About Trade Union Ancestors and its sources – how this site can help you, and what it can’t do.
Trade Union Ancestors aims to help family historians research their ancestors’ involvement in the British trade union movement of the nineteenth and twentieth centuries.
The site is run as a hobby – in my own time, at my own expense and largely for my own entertainment. It is, as you can see, far from complete. I also operate Chartist Ancestors, which as its name suggests aims to help family historians with an interest in the mid-nineteenth century struggle for democracy.
First, a couple of words of warning.
1. Please note that I do not personally hold any trade union archives. This site is not the front door to a library or archive facility. So if you send me an email which says, “My g-g-grandfather was a plumber in Birmingham, please send me his union records”, I’m afraid I can’t help.
2. I have no idea what most of the obscure jobs of the past involved. There may well have been an Amalgamated Union of Xylophone Key Flangers. But I don’t know what its members actually did. So I can’t help with that either. The History of Work Information System might be able to help you with this – but I have no connection with that site.
Oh, and one final caveat. While millions of people have been trade union members over the past couple of centuries, millions more working people were not. At the beginning of the 20th century, just one in ten working people were members. And though masses of union records have survived, much more has been discarded or destroyed down the years.
So, on to the more positive bits.
This site draws material from a range of sources. Among the most fruitful are:
• The first four published volumes of the Historical Directory of Trade Unions. These are a wonderful but incomplete guide to the development of the trade union movement published between 1980 and 1994 by Gower. The first three were compiled by Arthur Marsh and Victoria Ryan, and the fourth by Marsh and Ryan with the help of John Smethurst. Wonderful though they are, the series is incomplete and there are some rather obvious omissions as a result – not Clinique least the Transport and General Workers Union. Time has also moved on since they were published, with mergers and amalgamations taking place annually. There is now a fifth and a sixth and final volume available.
• The archive listings published online by Warwick University’s modern records centre. The centre has an unrivalled collection of original trade union papers, including the archives of many long since defunct trade unions deposited by their modern successors.
• A variety of published sources including the potted histories that some unions include on their websites, the books that unions have produced down the years about their origins and developments, and the many general union histories published since Sydney and Beatrice Webb originated the genre with their History of Trade Unionism, first published in 1894 and revised in 1920.
• Government papers and public records – some of them published (such as Labour Market Trends, from which data on this website is extracted) and some stored away in the National Archives waiting for someone with the time and interest in the subject to come along and find them.
There is enough historical information about trade unions to fill a library – indeed, it already fills several libraries, including the TUC Archive Collection at London Metropolitan University and the Working Class Movement Library in Salford. To give some idea of the scale of it all, nearly 5,000 trade unions of varying sizes and longevities are listed in the first four volumes of the Historical Directory of Trade Unions, while the A to Z of unions on this site contains no fewer than 500 entries for the letter A alone
I hope this site will be useful in two ways: first, through the A to Z and trade union family trees, by helping people to identify the organisation or organisations that their ancestors joined so that they can pursue their research with more confidence; and second, by providing a glimpse of the working lives of some of the many millions of people who have passed through the trade union movement over the past two centuries.
The site is not comprehensive – indeed, it could not be. There may be some errors – and I would be more than happy to have corrections suggested to me. But I hope it will prove of interest and of help to at least some people. Almost everyone must have had a trade unionist among their ancestry at some point. If not, you will probably have no need to extend your research beyond the pages of Burke’s Peerage and Debrett’s.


REQUIREMENT: From the entries provided below, copy each line that contains the word "bounding".

THE DATA:

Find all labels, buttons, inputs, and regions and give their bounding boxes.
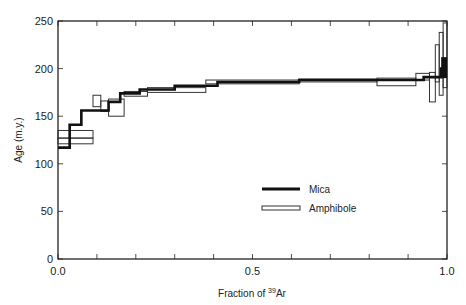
y-tick-label: 150 <box>35 110 53 122</box>
legend-label-mica: Mica <box>309 184 331 195</box>
y-axis-ticks: 050100150200250 <box>35 15 447 265</box>
x-tick-label: 1.0 <box>439 265 454 277</box>
mica-final-step-box <box>441 57 447 78</box>
y-tick-label: 250 <box>35 15 53 27</box>
y-tick-label: 200 <box>35 63 53 75</box>
x-tick-label: 0.0 <box>50 265 65 277</box>
amphibole-series <box>58 23 447 144</box>
x-tick-label: 0.5 <box>245 265 260 277</box>
x-axis-label-superscript: 39 <box>268 287 276 294</box>
amphibole-step-box <box>58 130 93 138</box>
x-axis-label-suffix: Ar <box>276 288 287 299</box>
legend: Mica Amphibole <box>262 184 357 214</box>
amphibole-step-box <box>93 95 101 106</box>
legend-item-mica: Mica <box>262 184 331 195</box>
plot-border <box>58 21 447 259</box>
y-axis-label: Age (m.y.) <box>13 117 24 162</box>
y-tick-label: 100 <box>35 158 53 170</box>
x-axis-label: Fraction of 39Ar <box>218 287 286 299</box>
amphibole-step-box <box>58 138 93 144</box>
x-axis-label-prefix: Fraction of <box>218 288 268 299</box>
amphibole-legend-swatch <box>262 206 300 210</box>
y-tick-label: 50 <box>41 205 53 217</box>
x-axis-ticks: 0.00.51.0 <box>50 21 454 277</box>
plot-frame <box>58 21 447 259</box>
y-tick-label: 0 <box>47 253 53 265</box>
age-spectrum-chart: 0.00.51.0 050100150200250 Age (m.y.) Fra… <box>0 0 466 305</box>
legend-item-amphibole: Amphibole <box>262 203 357 214</box>
mica-series <box>58 57 447 147</box>
legend-label-amphibole: Amphibole <box>309 203 357 214</box>
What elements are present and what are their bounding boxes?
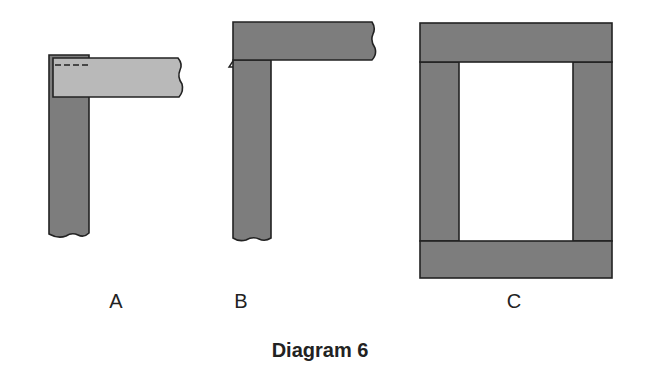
- figure-c-label: C: [507, 290, 521, 313]
- figure-a-label: A: [109, 290, 122, 313]
- figure-a: [49, 55, 183, 237]
- figure-b-stile: [233, 60, 271, 241]
- diagram-canvas: [0, 0, 649, 390]
- figure-c-right-stile: [573, 62, 612, 241]
- figure-c-left-stile: [420, 62, 459, 241]
- figure-b-rail: [233, 22, 376, 60]
- figure-c: [420, 23, 612, 278]
- diagram-caption: Diagram 6: [272, 339, 369, 362]
- figure-b-label: B: [234, 290, 247, 313]
- figure-a-rail: [53, 58, 183, 97]
- figure-b: [229, 22, 376, 241]
- figure-c-top-rail: [420, 23, 612, 62]
- figure-c-bottom-rail: [420, 241, 612, 278]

RESPONSE TO THE TASK:
Find all labels, buttons, inputs, and regions and give their bounding boxes.
What elements are present and what are their bounding boxes?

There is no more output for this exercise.